Practical advice for dealing with AI rejection.

I agree, as I dont have any of these in mine, and it still gets flagged, I resubmit a few times and it goes through. I wonder if something else is the main cause of this. I.e. the engine gets overwhelmed and starts to spam reject. ? Who knows because nothing comes out of HQ as an explanation.
 
How not to look like A I.


I can't say which I find more stupid; using A I. to write a story, or having to comb through a thick fog of bad writing to find evidence of A.I. to use as an objective basis to reject it. Whoever does the latter deserves to be sainted.

Writing is supposed to be a kick. If you let a machine write your story for you, you’re letting a machine get your kicks for you. Unlike human authors, machines don't get kicks. This one fact perfectly explains why they don't write well.

I am a university professor. My field is Low Dimensional Topology, not A I. But my PhD student’s dissertation is on the application of topology to A.I. I am supposed to be her mentor, but she is way smarter than I am. I try to keep up. She works in a 60-dimensional Hamming space. Every word in a story is a vector in this space. Every story is a peculiar arrangement of words, or vectors. in other words, a "solid object" (tensor) which has a distinct “shape,” This 60-dimensional “shape” is not something a human can usefully visualize, but the mathematics of tensors are well understood.

Large Language Models produce story "shapes" recognizably different from the story shapes typical of.human authors. It is easy to show mathematically that human authors using auto-complete, spelling and grammar checking algorithms also tend to produce story shapes different from those typical of human authors not using those aids A statistic my student has developed is the “innovation variance" in a story. Roughly speaking "innovation variance" is the answer to the question: “Given the story so far, how unexpected is the next word the author chooses?”

LLM’s tend more often than not to choose "safe," "low risk,” or "expected” words, from clichés or memes (low innovation); whereas good human writers tend more often than not to choose “high risk” or “unexpected" words. (high innovation)

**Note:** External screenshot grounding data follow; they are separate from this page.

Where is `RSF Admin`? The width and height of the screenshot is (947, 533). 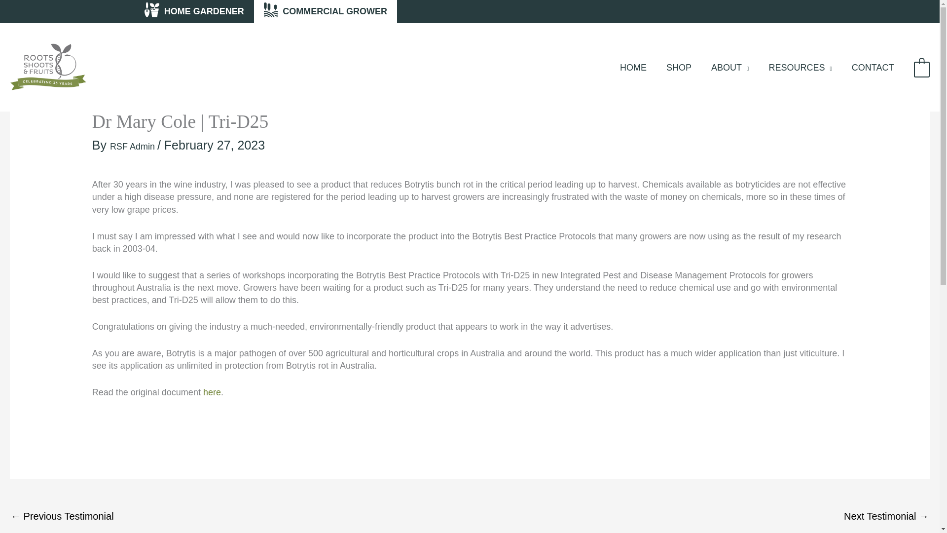
RSF Admin is located at coordinates (133, 146).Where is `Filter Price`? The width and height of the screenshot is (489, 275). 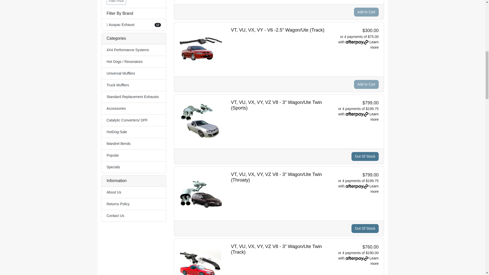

It seems that to avoid looking like A I. a writer should turn off auto complete, avoid clichés and stale memes and use imaginative word choices. In other words, write well.

Write like a human!

May your words flow easily, as though you were a human getting his, her, it's or their kicks!

💙Tripleflip
 
Vary your sentence length. Short is good. Sometimes, though, you need to go longer, espouse on what you're describing, dig into the feeling of the moment to get to the core of the character's motivation. Consistent sentence length is not only boring, it's what AI does, so don't do that.
The same goes for paragraph length. Sometimes a one-sentence paragraph is all you need. Sometimes it runs over several lines. Try not to make them too long (a lot of people read on a phone) but do vary the length.
 
In the core, I'd add the advice to avoid the em-dash, as those are known triggers for detection algorithms.
I agree with this. From conversations with LLMs on other topics not related to writing, I've noticed that they LOVE the em dash. It triggers AI detection because all those sites overuse it. I'd also advise leaving space before and after the dash (presumably an en dash if you must use one), as AI usually jams the words together on either side of the dash. (And use those sparingly. If a comma or a colon or some other mark will do the trick, use that.)

AI: that guy---the one she met last week---
A different way: that guy -- the one she met last week --
Or: that guy (the one she met last week)
 
Grr. If you're actually writing it, and you actually want to use an em dash, use it. Don't let air-raid warnings scare you into changing your style. If you're okay at writing, you're distinctive enough not to be flagged as monotonous.
 
Grr. If you're actually writing it, and you actually want to use an em dash, use it. Don't let air-raid warnings scare you into changing your style. If you're okay at writing, you're distinctive enough not to be flagged as monotonous.
It's just a little safer to use an en dash.
 
I'm sorry and I don't want to turn this thread into an argument (it probably will become one with or without me) but I don't believe any of these writing style mechanics issues are at all responsible for whether a story is flagged as AI generated or not 😬
Then what do you think is responsible?